Frightened by Militant Islam and Anti-Semitism, French Jews Flee to Israel

Tel Aviv patisserie
Tel Aviv patisserie

By Allison Kaplan Sommer
Haaretz

In the wake of Friday’s horrific murders in a Paris kosher supermarket on the heels of the Charlie Hebdo massacre, The Telegraph dramatically proclaimed: “Anti-Semitism in France: the Exodus has begun.”

It’s an inaccurate headline. The exodus of French citizens who no longer feel safe living openly and freely as Jews in the homes and neighborhoods where they grew up hasn’t simply “begun.” It’s well underway.

Israelis who live in my city know this well – it’s happening on our doorstep. Over the past two decades, I’ve watched a parade of French Jews make the move into my Tel Aviv suburb of Ra’anana and become my friends and neighbors. What began as a trickle in the 1990s is now a flood. In my daughter’s fifth-grade class this year, three new children arrived – all French. They were among the 7,000 French Jews who uprooted their lives and moved to Israel in 2014 – more than double the number who came the previous year.

After this traumatic Friday – when Jews lost their lives simply because they were in a kosher supermarket, when Jewish life shut down and Jews huddled in their homes in fear, and when Grand Synagogue in Paris closed its doors on Shabbat for the first time since World War II – I can only imagine how many French children will be joining them for sixth grade.

Just as we American immigrants were glued to the television and telephones, horrified after the September 11 attacks in 2001, I watched my French friends and neighbors here follow the unfolding events and speak to their frightened family members in Paris back home after the Charlie Hebdo massacre and then, with more urgency, during the supermarket siege. They were as shocked and saddened over the tragedy as we Americans were back then, with one big difference – we were shocked and stunned, and they weren’t surprised at all.

After all, it was the primary reason they are here in the first place – because openly Jewish life – attending synagogue, buying kosher food, wearing a kippa – have become incompatible with personal security.

My town has long been a magnet for affluent Western immigrants from around the world. Some leave safe and comfortable countries out of Zionist commitment – from the U.S., Canada, or Australia, or because they married Israelis, as I did. There are significant groups, however, that come to get away from difficult political and economic situations: South Africans, Argentineans, Venezuelans.

And now, the French are coming. We joked that it was “the French revolution” when they first began arriving here in noticeable numbers in the late 1990’s and early 2000’s, telling stories of feeling intimidated in the streets of Paris or Marseilles and the feeling that the French government was not stepping in to protect them. That sentiment reached a head with the horrific murder of Ilan Halimi in 2006.

And then there was a lull. After 2007, when Nicolas Sarkozy was elected, the number of new French neighbors and classmates slowed. When I would chat with visitors to Israel from France, they seemed confident that while they still worried about anti-Semitism, they felt the French government had the situation under better control. During that time a significant number of the early wave of French newcomers returned home after finding integrating into Israel too difficult for their families economically and culturally.

But over the past few years – as the post-Sarkozy era coincided with the rise of militant Islam in France and across Europe, and the increase in anti-Semitic incidents shot up. The faltering economy in Europe didn’t help matters, either.

And so the influx has resumed full force.

Here in Ra’anana – or in Netanya or Tel Aviv – we didn’t need to look at the Jewish Agency statistics to tell us that. The signs are everywhere – literally. Signs on shops that were previously only in Hebrew and English – have added French. Real estate prices are sky-high, both because of French Jews moving here and many more purchasing a home here “just in case.” The park across my street from my house brims with mothers and children chattering in French on any given day.

The good news for us locals is that finding an excellent croissant – or any other form of French pastry – has become as easy as getting a good falafel.

Let’s be clear – though these French Jews loved and felt connected to Israel, these families aren’t necessarily burning with personal Zionist fervor. Most were as professionally and culturally tied to France as American Jews are to the United States. And to be sure – many of the French Jews who can manage financially and logistically have – and will continue to head for destinations other than Israel – New York, Florida, and Canada.

But the fact that so many do come to Israel – even as the rockets were flying in Gaza last summer – that they view it as a place where they are safe, I suppose, only emphasizes how unsafe they are feeling in France. And they’re not the only ones. As the siege was unfolding in Paris, I spoke to Jo, a French friend whose child is one of the kids in my daughter’s class.

Jo immigrated to Israel alone – her mother and stepfather, who isn’t Jewish, still live in France, but her mother recently bought an apartment in Ra’anana, and her visits are growing longer and longer. But after the Charlie Hebdo massacre and the whole shocking aftermath, she said, it’s not only the Jews who are feeling unsafe in France.

“My mother told me that her gentile neighbors are saying that the Jews are lucky. At least we have somewhere else to go.”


The required result is every line of the records that includes "arrow".

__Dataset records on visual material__
Segment Open

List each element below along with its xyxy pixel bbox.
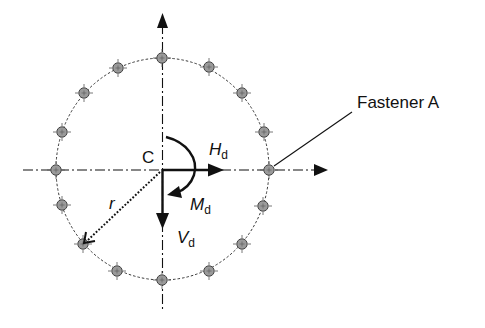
moment-symbol: M (190, 195, 205, 214)
centerline-axes (23, 13, 328, 310)
fastener (108, 262, 126, 280)
fastener (153, 271, 171, 289)
vertical-force-label: Vd (177, 228, 195, 250)
moment-arc (166, 137, 195, 193)
moment-subscript: d (204, 203, 211, 217)
fastener (153, 49, 171, 67)
fastener (200, 58, 218, 76)
horizontal-force-label: Hd (209, 140, 228, 162)
fastener-a (260, 161, 278, 179)
vertical-axis-arrow-icon (157, 13, 168, 28)
fastener (233, 84, 251, 102)
horizontal-force-symbol: H (209, 140, 222, 159)
moment-arrow-icon (167, 186, 182, 198)
fastener (200, 262, 218, 280)
vertical-force-arrow-icon (156, 213, 169, 229)
fastener-group-diagram: r C Hd Vd Md Fastener A (0, 0, 485, 328)
radius-line (88, 172, 160, 240)
horizontal-axis-arrow-icon (314, 164, 328, 176)
radius-label: r (109, 194, 116, 213)
fastener (53, 123, 71, 141)
horizontal-force-subscript: d (221, 148, 228, 162)
vertical-force-subscript: d (188, 236, 195, 250)
fastener (254, 197, 272, 215)
fastener (47, 161, 65, 179)
fastener (53, 196, 71, 214)
fastener-a-label: Fastener A (357, 93, 440, 112)
fastener-a-leader-line (274, 112, 352, 166)
center-label: C (142, 148, 154, 167)
fastener (233, 235, 251, 253)
fastener (75, 84, 93, 102)
fastener (255, 123, 273, 141)
moment-label: Md (190, 195, 211, 217)
horizontal-force-arrow-icon (208, 164, 224, 177)
fastener (109, 59, 127, 77)
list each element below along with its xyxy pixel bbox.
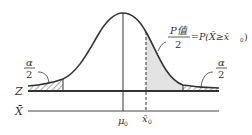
xbar0-subscript: 0 xyxy=(148,118,152,125)
z-axis-label: Z xyxy=(14,85,23,98)
mu0-subscript: 0 xyxy=(124,120,128,127)
p-value-expression-close: ) xyxy=(244,31,248,42)
p-value-denominator: 2 xyxy=(175,39,181,50)
xbar-axis-label: X̄ xyxy=(14,105,24,118)
left-alpha-leader xyxy=(38,72,49,83)
right-alpha-numerator: α xyxy=(218,57,225,68)
p-value-expression: =P(X̄≥x̄ xyxy=(191,31,230,42)
p-value-leader xyxy=(158,42,166,51)
left-alpha-numerator: α xyxy=(26,57,33,68)
right-alpha-leader xyxy=(201,72,213,87)
right-alpha-denominator: 2 xyxy=(218,69,224,80)
normal-curve-diagram: Z X̄ μ 0 x̄ 0 α 2 α 2 P值 2 =P(X̄≥x̄ 0 ) xyxy=(0,0,252,135)
p-value-numerator: P值 xyxy=(169,25,189,36)
left-alpha-denominator: 2 xyxy=(26,69,32,80)
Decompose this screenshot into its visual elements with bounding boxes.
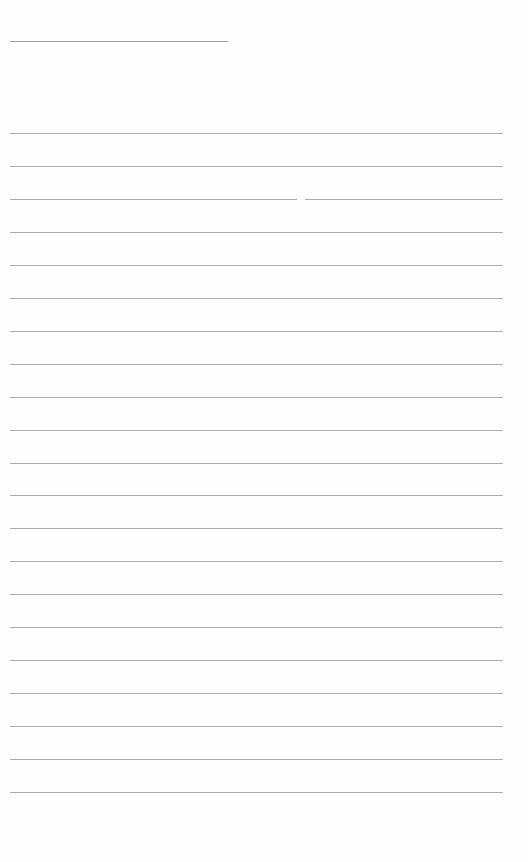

Segment Closed

__Result for this exercise__
vertical-axis-arrow-icon (157, 13, 168, 28)
moment-arrow-icon (167, 186, 182, 198)
vertical-force-arrow-icon (156, 213, 169, 229)
horizontal-axis-arrow-icon (314, 164, 328, 176)
horizontal-force-arrow-icon (208, 164, 224, 177)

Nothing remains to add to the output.